Many sat down to eat on the blankets they brought. Some sat on a nearby curb. A few chose comfort by bringing folding tables and chairs. Sunset District resident Lawrence Helman, who came by himself, took his box over to the balcony overlooking the Legion’s grounds and the Bay. He found getting the cake slices a little stressful. “I felt people hovering,” he said.
Overall, Helman was glad we went. “I marvel at the creativity,” he said. “It’s such a joyous event. We all need that right now.”
Read Noma Faingold’s extensive review of “Wayne Thiebaud: Art Comes from Art” at San Francisco’s Legion of Honor.

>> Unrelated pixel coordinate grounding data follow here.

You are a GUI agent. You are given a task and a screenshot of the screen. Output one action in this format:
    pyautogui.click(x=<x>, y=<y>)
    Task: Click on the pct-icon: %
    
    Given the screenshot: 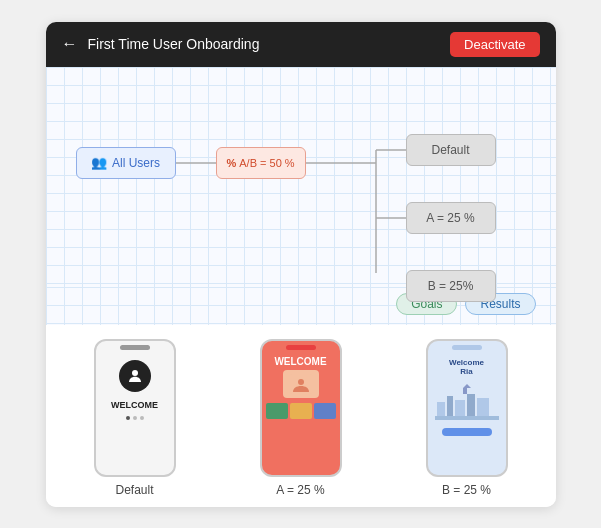 What is the action you would take?
    pyautogui.click(x=231, y=163)
    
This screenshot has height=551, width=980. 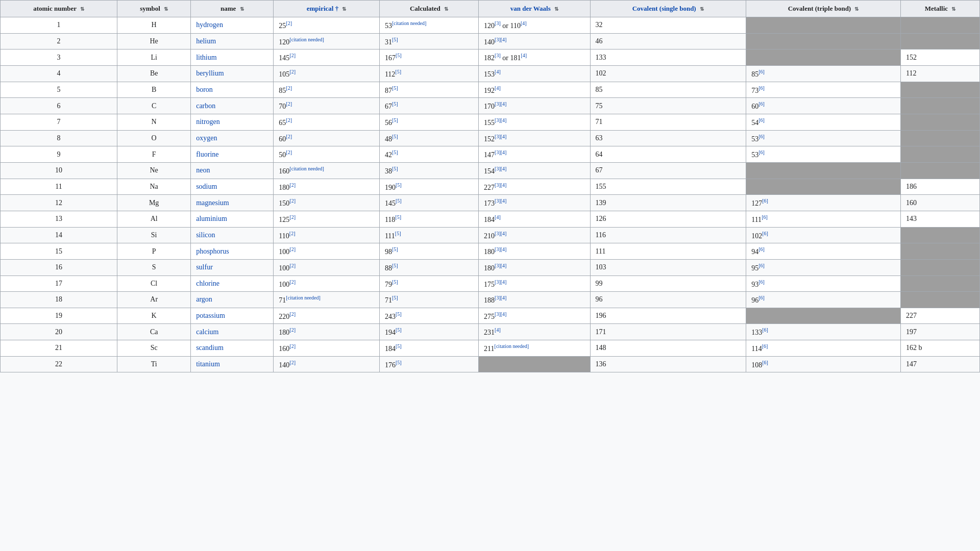 What do you see at coordinates (210, 315) in the screenshot?
I see `element-link: potassium` at bounding box center [210, 315].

Learn more about the Cake Picnic national tour.
More photos from the New York Times
San Francisco photographer and filmmaker Klyde Java offers EatDrinkFilms readers his CAKE PICNIC photo essay here.
Noma Faingold is a writer and photographer who lives in Noe Valley. A native San Franciscan who grew up in the Sunset District, Faingold is a frequent contributor to the Richmond Review and Sunset Beacon newspapers, among others. She is obsessed with pop culture and the arts, especially film, theater and fashion. Noma has written about Tamara de Łempicka and singer/songwriters Janis Joplin, Diane Warren and Linda Smith for EatDrinkFilms.